Drift Monitor5 min read

Drift monitoring: why a passing scan today can fail next month

OverlayRiskWitness Team
Evidence engineering ·

Accessibility is not a one-time state. Overlays update, pages get redeployed, and a rule that held up in June can fail in July. Drift Monitor re-runs the witness on a schedule and tells you when something moves.

A witness run is a snapshot of one moment. The web does not hold still. Your team ships a redesign, the overlay vendor pushes a new script version, a marketing page swaps its hero — any of these can flip a rule from held up to did not hold up without anyone touching the accessibility statement.

What "drift" means here

Drift is a change in a finding state between two witness runs on the same page. A rule that passed last cycle and fails this cycle is a regression; the reverse is a recovery. Either way, the public claim on the page may now be out of sync with the live state.

The silent-failure case

The most dangerous drift is the one nobody notices: a deploy that breaks keyboard focus on checkout while the accessibility statement still promises it. Monitoring exists to catch exactly that window.

How the schedule works

  • Drift Monitor re-runs the witness on up to 20 pages on a fixed cadence.
  • Each run is diffed against the previous baseline for that page.
  • When a finding state changes, you get a notification with the exhibit attached.

The point is not to generate noise. A page where nothing changed produces no alert. You hear from the monitor only when a claim you are publicly making stops matching what the page actually does.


▶ [Assignment]
If a line appears in the data below, it must appear in your answer exactly as given.

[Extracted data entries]
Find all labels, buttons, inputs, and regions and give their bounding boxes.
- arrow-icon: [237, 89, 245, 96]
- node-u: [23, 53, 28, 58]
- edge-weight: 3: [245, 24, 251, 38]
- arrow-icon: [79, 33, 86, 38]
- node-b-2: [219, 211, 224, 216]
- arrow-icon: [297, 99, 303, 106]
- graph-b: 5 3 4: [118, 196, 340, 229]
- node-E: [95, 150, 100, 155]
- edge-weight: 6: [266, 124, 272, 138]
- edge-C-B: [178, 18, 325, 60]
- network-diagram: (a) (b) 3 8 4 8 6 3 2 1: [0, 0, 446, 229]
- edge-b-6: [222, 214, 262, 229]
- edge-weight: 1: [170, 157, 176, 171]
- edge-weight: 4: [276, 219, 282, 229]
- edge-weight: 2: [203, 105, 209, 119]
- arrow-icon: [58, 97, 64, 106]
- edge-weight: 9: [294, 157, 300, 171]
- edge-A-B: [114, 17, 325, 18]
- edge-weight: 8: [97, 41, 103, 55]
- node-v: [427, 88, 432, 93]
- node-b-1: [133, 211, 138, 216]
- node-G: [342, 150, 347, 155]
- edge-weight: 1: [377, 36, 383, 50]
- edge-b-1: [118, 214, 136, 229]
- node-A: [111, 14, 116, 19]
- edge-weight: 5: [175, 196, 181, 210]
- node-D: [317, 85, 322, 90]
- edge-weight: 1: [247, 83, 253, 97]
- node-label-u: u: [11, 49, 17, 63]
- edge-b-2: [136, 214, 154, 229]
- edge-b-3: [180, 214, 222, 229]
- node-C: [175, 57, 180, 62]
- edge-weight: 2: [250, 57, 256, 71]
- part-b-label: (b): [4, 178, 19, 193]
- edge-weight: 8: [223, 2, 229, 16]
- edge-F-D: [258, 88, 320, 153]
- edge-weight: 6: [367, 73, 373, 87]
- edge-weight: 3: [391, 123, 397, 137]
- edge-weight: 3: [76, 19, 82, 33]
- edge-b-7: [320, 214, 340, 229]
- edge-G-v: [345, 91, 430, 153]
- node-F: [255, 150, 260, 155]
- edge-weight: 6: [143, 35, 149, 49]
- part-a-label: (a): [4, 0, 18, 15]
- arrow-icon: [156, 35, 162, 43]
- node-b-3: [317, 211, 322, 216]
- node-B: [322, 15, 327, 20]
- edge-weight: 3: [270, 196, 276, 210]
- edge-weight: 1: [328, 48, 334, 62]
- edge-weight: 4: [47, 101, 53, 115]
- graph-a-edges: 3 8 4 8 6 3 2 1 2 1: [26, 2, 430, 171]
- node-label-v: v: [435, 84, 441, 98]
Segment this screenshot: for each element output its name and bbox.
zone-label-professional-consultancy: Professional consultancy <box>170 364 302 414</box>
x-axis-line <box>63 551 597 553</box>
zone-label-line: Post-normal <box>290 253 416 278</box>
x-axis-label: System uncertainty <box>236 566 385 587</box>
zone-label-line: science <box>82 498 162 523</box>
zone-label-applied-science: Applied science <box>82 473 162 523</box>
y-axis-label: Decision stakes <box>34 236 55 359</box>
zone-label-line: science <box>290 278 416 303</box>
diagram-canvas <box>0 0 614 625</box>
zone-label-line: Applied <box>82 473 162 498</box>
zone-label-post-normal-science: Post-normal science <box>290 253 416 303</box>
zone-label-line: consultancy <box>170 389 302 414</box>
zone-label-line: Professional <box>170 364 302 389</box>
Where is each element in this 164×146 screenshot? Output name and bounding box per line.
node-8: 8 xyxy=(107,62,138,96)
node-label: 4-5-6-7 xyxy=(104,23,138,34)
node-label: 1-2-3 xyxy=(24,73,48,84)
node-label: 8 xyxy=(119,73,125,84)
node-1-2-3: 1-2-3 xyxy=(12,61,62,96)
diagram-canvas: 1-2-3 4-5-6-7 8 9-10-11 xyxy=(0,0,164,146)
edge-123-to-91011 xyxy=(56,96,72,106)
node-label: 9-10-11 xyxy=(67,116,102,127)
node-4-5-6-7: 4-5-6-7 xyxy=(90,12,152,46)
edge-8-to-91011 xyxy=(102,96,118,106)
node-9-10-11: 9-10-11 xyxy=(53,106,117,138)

▶ [Response to the exercise]
Find all labels, buttons, inputs, and regions and give their bounding boxes.
- arrow-icon: [237, 89, 245, 96]
- node-u: [23, 53, 28, 58]
- edge-weight: 3: [245, 24, 251, 38]
- arrow-icon: [79, 33, 86, 38]
- node-b-2: [219, 211, 224, 216]
- arrow-icon: [297, 99, 303, 106]
- graph-b: 5 3 4: [118, 196, 340, 229]
- node-E: [95, 150, 100, 155]
- edge-weight: 6: [266, 124, 272, 138]
- edge-C-B: [178, 18, 325, 60]
- network-diagram: (a) (b) 3 8 4 8 6 3 2 1: [0, 0, 446, 229]
- edge-b-6: [222, 214, 262, 229]
- edge-weight: 1: [170, 157, 176, 171]
- edge-weight: 4: [276, 219, 282, 229]
- edge-weight: 2: [203, 105, 209, 119]
- arrow-icon: [58, 97, 64, 106]
- edge-weight: 9: [294, 157, 300, 171]
- edge-A-B: [114, 17, 325, 18]
- edge-weight: 8: [97, 41, 103, 55]
- node-v: [427, 88, 432, 93]
- node-b-1: [133, 211, 138, 216]
- node-G: [342, 150, 347, 155]
- edge-weight: 1: [377, 36, 383, 50]
- edge-b-1: [118, 214, 136, 229]
- node-A: [111, 14, 116, 19]
- edge-weight: 5: [175, 196, 181, 210]
- node-D: [317, 85, 322, 90]
- edge-weight: 1: [247, 83, 253, 97]
- node-label-u: u: [11, 49, 17, 63]
- edge-b-2: [136, 214, 154, 229]
- edge-b-3: [180, 214, 222, 229]
- node-C: [175, 57, 180, 62]
- edge-weight: 2: [250, 57, 256, 71]
- part-b-label: (b): [4, 178, 19, 193]
- edge-weight: 8: [223, 2, 229, 16]
- edge-F-D: [258, 88, 320, 153]
- edge-weight: 6: [367, 73, 373, 87]
- edge-weight: 3: [391, 123, 397, 137]
- edge-weight: 3: [76, 19, 82, 33]
- edge-b-7: [320, 214, 340, 229]
- edge-G-v: [345, 91, 430, 153]
- node-F: [255, 150, 260, 155]
- edge-weight: 6: [143, 35, 149, 49]
- part-a-label: (a): [4, 0, 18, 15]
- arrow-icon: [156, 35, 162, 43]
- node-b-3: [317, 211, 322, 216]
- node-B: [322, 15, 327, 20]
- edge-weight: 3: [270, 196, 276, 210]
- edge-weight: 1: [328, 48, 334, 62]
- edge-weight: 4: [47, 101, 53, 115]
- graph-a-edges: 3 8 4 8 6 3 2 1 2 1: [26, 2, 430, 171]
- node-label-v: v: [435, 84, 441, 98]
Segment this screenshot: for each element output its name and bbox.
zone-label-professional-consultancy: Professional consultancy <box>170 364 302 414</box>
x-axis-line <box>63 551 597 553</box>
zone-label-line: Post-normal <box>290 253 416 278</box>
x-axis-label: System uncertainty <box>236 566 385 587</box>
zone-label-line: science <box>82 498 162 523</box>
zone-label-applied-science: Applied science <box>82 473 162 523</box>
y-axis-label: Decision stakes <box>34 236 55 359</box>
zone-label-line: science <box>290 278 416 303</box>
diagram-canvas <box>0 0 614 625</box>
zone-label-line: Applied <box>82 473 162 498</box>
zone-label-post-normal-science: Post-normal science <box>290 253 416 303</box>
zone-label-line: consultancy <box>170 389 302 414</box>
zone-label-line: Professional <box>170 364 302 389</box>
Where is each element in this 164×146 screenshot? Output name and bounding box per line.
node-8: 8 xyxy=(107,62,138,96)
node-label: 4-5-6-7 xyxy=(104,23,138,34)
node-label: 1-2-3 xyxy=(24,73,48,84)
node-label: 8 xyxy=(119,73,125,84)
node-1-2-3: 1-2-3 xyxy=(12,61,62,96)
diagram-canvas: 1-2-3 4-5-6-7 8 9-10-11 xyxy=(0,0,164,146)
edge-123-to-91011 xyxy=(56,96,72,106)
node-label: 9-10-11 xyxy=(67,116,102,127)
node-4-5-6-7: 4-5-6-7 xyxy=(90,12,152,46)
edge-8-to-91011 xyxy=(102,96,118,106)
node-9-10-11: 9-10-11 xyxy=(53,106,117,138)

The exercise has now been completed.